The GB News presenter, 64, said that selling his home had been the only real option and that HMRC had "taken away everything I ever worked for".

Holmes presented ITV flagship show This Morning alongside his wife Ruth Langsford every Friday for 15 years until announcing his departure in November 2021.

He said he lost two HMRC appeals over whether he was freelance or staff at the broadcaster.

Tax officials allegedly ruled that Holmes was staff, however he said he never got sick pay, holiday pay, or company shares.

Holmes was reportedly ordered to pay 10 years of backdated national insurance and tax bills around £250,000 and says he also had to shell out "hundreds of thousands of pounds in legal fees".

TRIC Awards 2022
Eamonn Holmes (right) pictured with wife and former This Morning co-host Ruth Langsford
PA

After this, selling his Belfast home was the only viable option, he claimed.

Holmes told UTV (Northern Ireland's ITV region): "I had a house here until six weeks ago when I was forced to sell it by the Inland Revenue (HMRC). It's something I’m very bitter about because people think you earn lots of money and therefore you have to pay. It’s like they have taken away everything I ever worked for.

"People think it’s only the Eamonn Holmeses of this world that they’re after. But it’s not.
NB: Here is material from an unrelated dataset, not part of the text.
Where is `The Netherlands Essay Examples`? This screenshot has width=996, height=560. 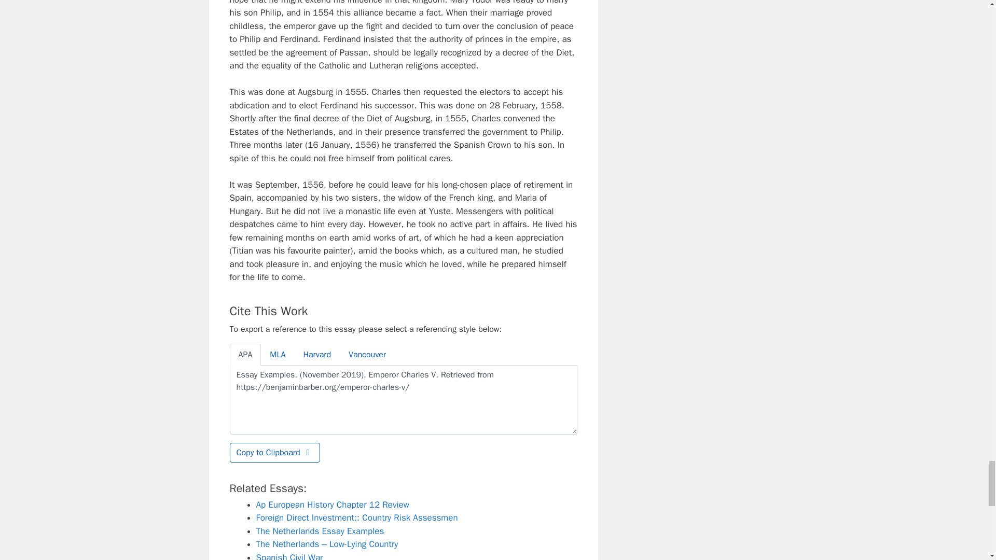 The Netherlands Essay Examples is located at coordinates (320, 531).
The country is broken."

Holmes previously called his tax row "the most stressful experience outside of losing my father" and told The Mirror that he believed a severe case of shingles he suffered in 2018 was caused by the stress.

He said: "I was like a lamb to the slaughter – it was the most stressful, humiliating experience."

The Standard contacted a representative for HMRC, who said: "We take the wellbeing of all taxpayers seriously and do everything we can for those who engage with us to get their tax affairs in order, including by offering affordable payment plans."